Cleaning my mother’s home and getting it ready for its sale, my brothers and I had to go over every item in the house! Wow! Why do we humans gather the “junk” and for some, like our mom, “save everything”?
In the midst of the drudgery of cleaning out 92 years of accumulation come the memories and their associated emotions – for us, mostly good memories of fun times as children. But, for me, a deeper connection with the love shared between my parents that seems to have had a life even longer than their earthly one.
In a large trunk were hundreds of letters written daily, between this man and women, of love, longing and future dreams at a very dark time in our nation’s history – World War II. I read just a few yesterday and somehow longed for a time when hand written letters were the primary mode of communication – not the internet!
Something happens as you write by hand that spell check or backspace can’t take away – it is the feelings, emotions of the mind and the connection to the pen. I think this type of writing has a beauty and pulse all on its own.
The letter I read last night from mom to dad (he was in the Navy in the South Pacific) starts off with “I don’t have much to say, it has been a boring day but I did have fun with the baby” (me). But, as she writes she remembers a car he could buy when he returns, and something she was going to do the coming weekend with friends and this letter that started with “I don’t have much to say” then is filled with details of moments, ideas, future plans and longing love. This short letter ended up being 4 pages.
She started with a blank page and, I would assume, the unexpressed fears of the dark unknowns of war time and ended up easing her own anxiety. It is easy for me to see that, as she wrote, she changed her mood and was uplifted by their love. Her written words were her therapy.
I am fortunate to know this of my parents’ relationship and somehow wish for those simpler times when communication was not in “real” time!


> EXERCISE DETAILS: With any pictures left out, restate word for word the lines in the listing below from the one holding "Locate an element" through the last.

> DATA FOR PROCESSING:
---

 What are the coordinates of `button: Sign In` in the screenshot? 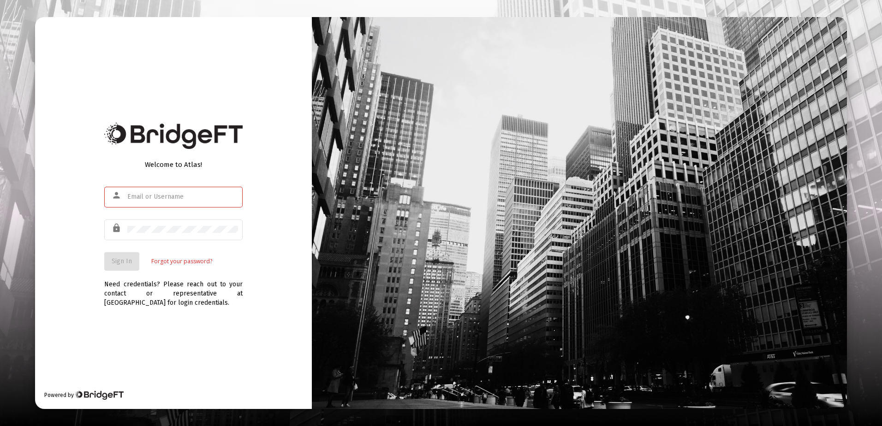 It's located at (122, 262).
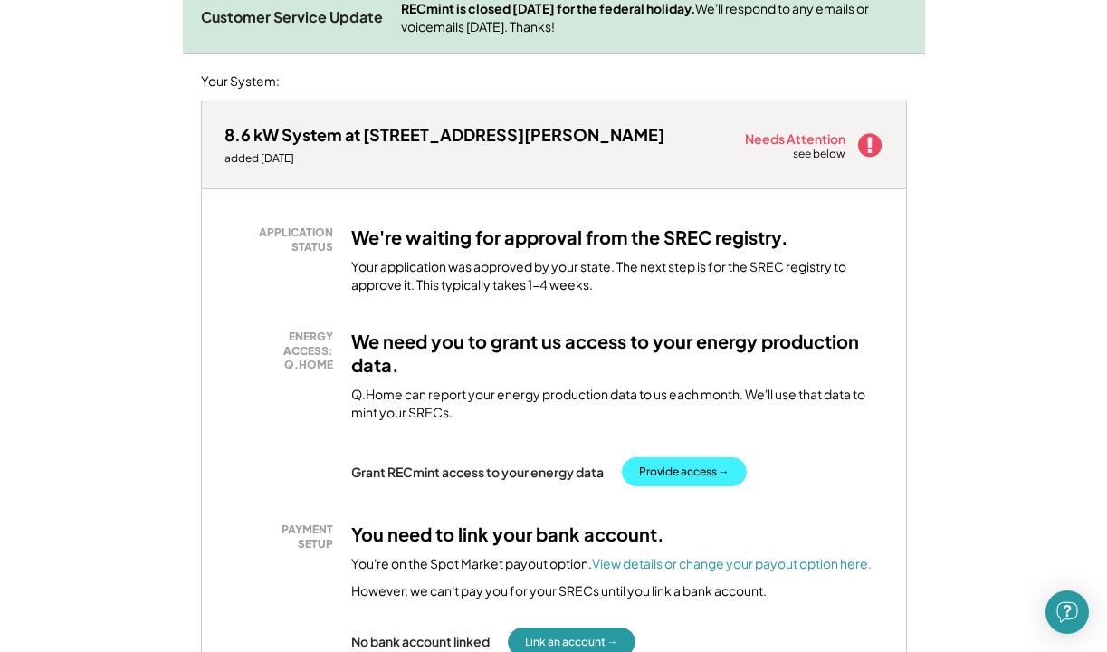 The image size is (1107, 652). Describe the element at coordinates (558, 591) in the screenshot. I see `div: However, we can't pay you for your SRECs until you link a bank account.` at that location.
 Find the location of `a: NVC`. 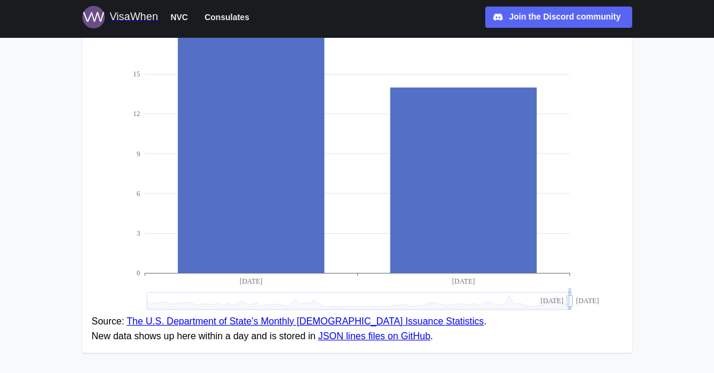

a: NVC is located at coordinates (180, 17).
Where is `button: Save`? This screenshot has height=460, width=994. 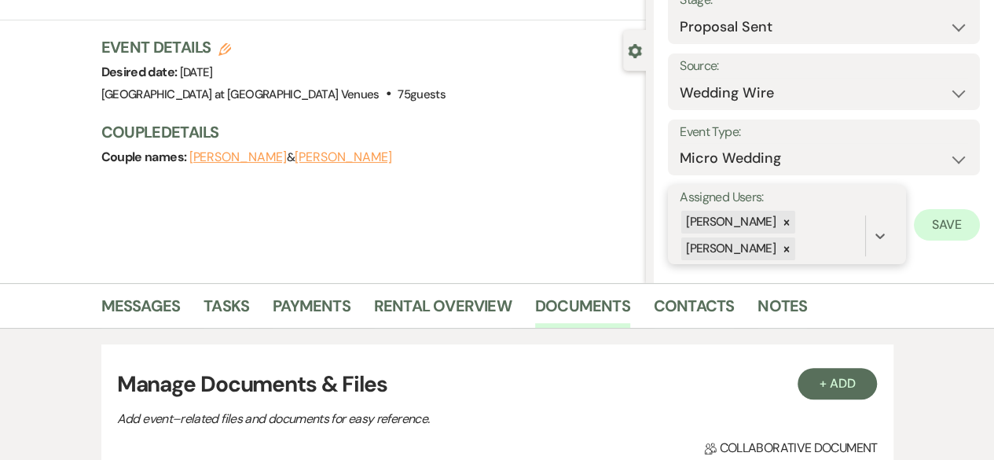 button: Save is located at coordinates (947, 225).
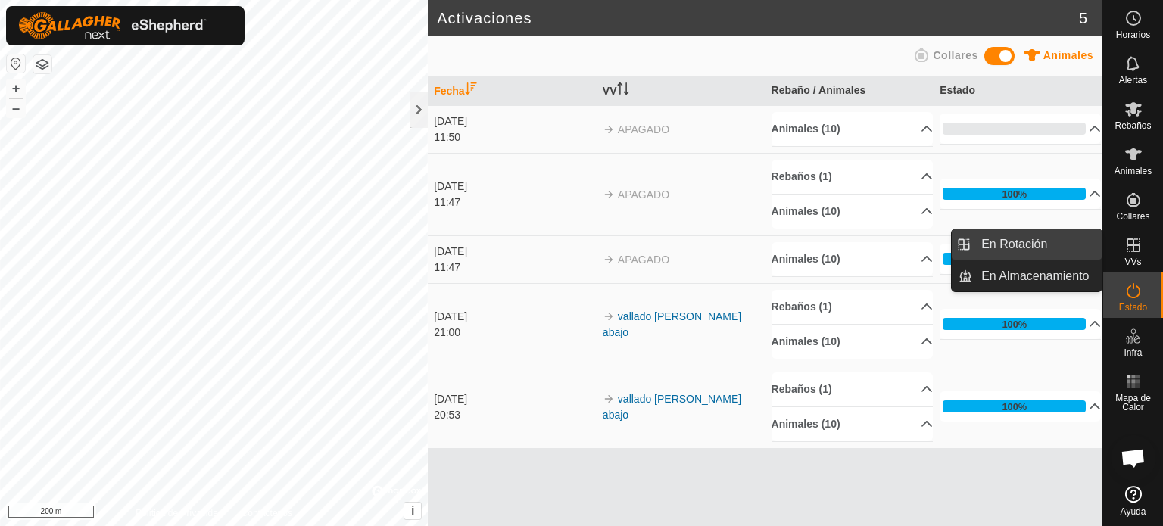 Image resolution: width=1163 pixels, height=526 pixels. What do you see at coordinates (1133, 501) in the screenshot?
I see `a: Ayuda` at bounding box center [1133, 501].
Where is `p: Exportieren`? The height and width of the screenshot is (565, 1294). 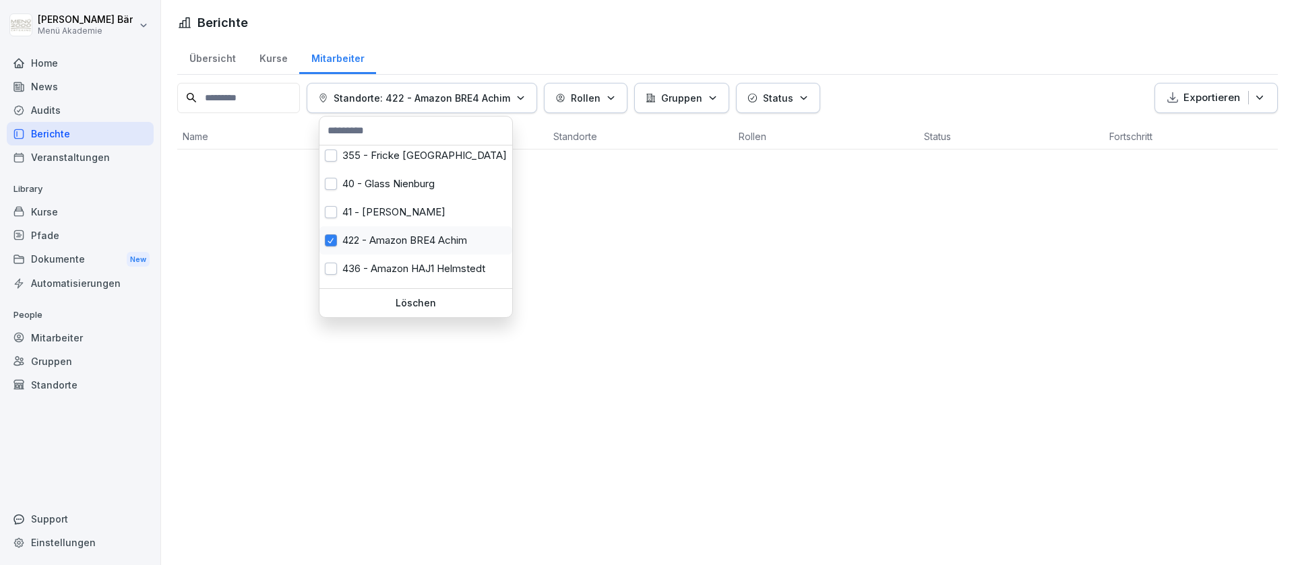 p: Exportieren is located at coordinates (1212, 98).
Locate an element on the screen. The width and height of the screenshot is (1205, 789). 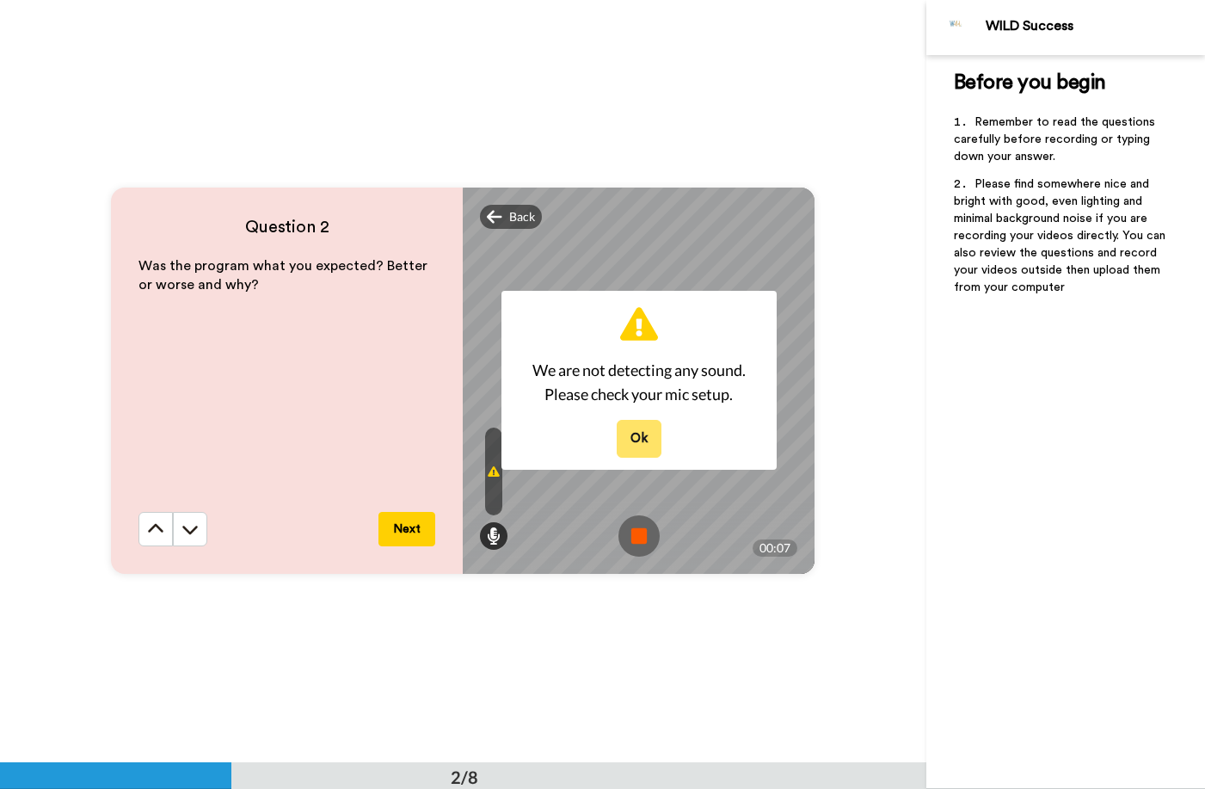
img: Profile Image is located at coordinates (957, 28).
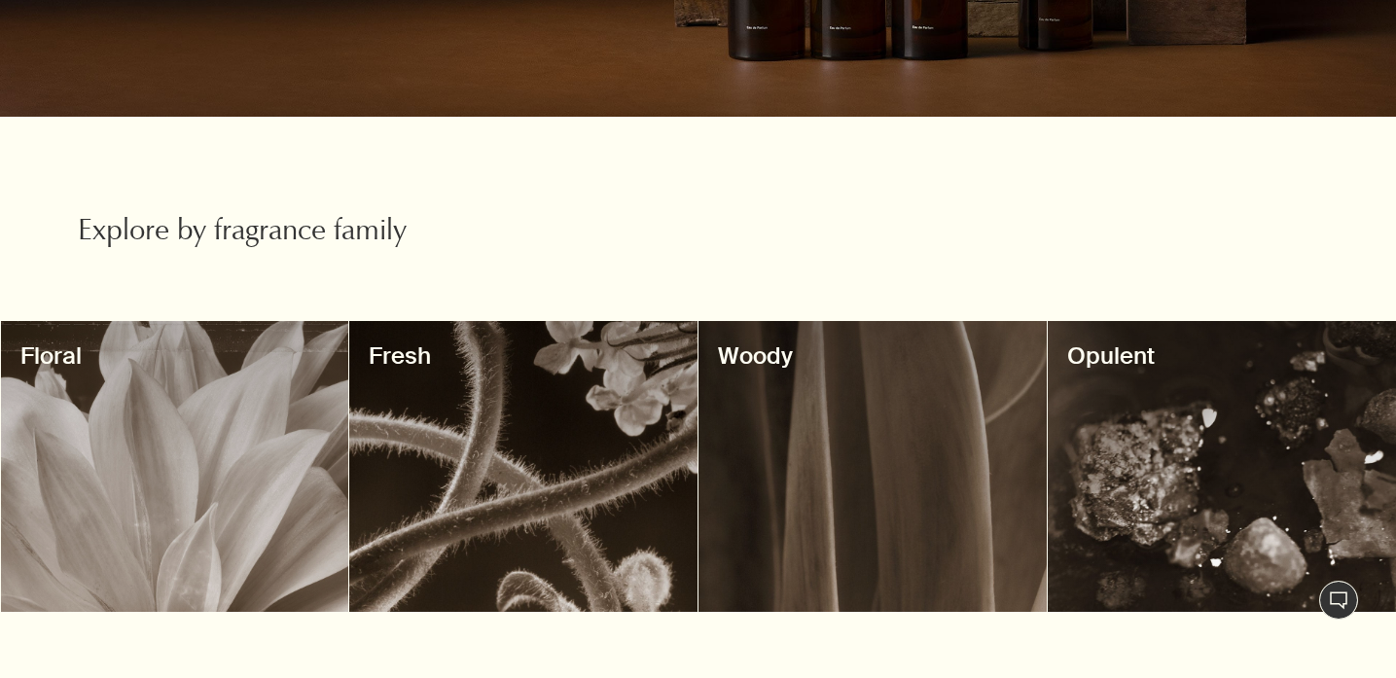 The image size is (1396, 678). Describe the element at coordinates (1222, 356) in the screenshot. I see `h3: Opulent` at that location.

---

> RESULT:
Locate an element on the screen. The width and height of the screenshot is (1205, 789). 
img: Profile Image is located at coordinates (957, 28).
 The image size is (1396, 678). Describe the element at coordinates (1222, 356) in the screenshot. I see `h3: Opulent` at that location.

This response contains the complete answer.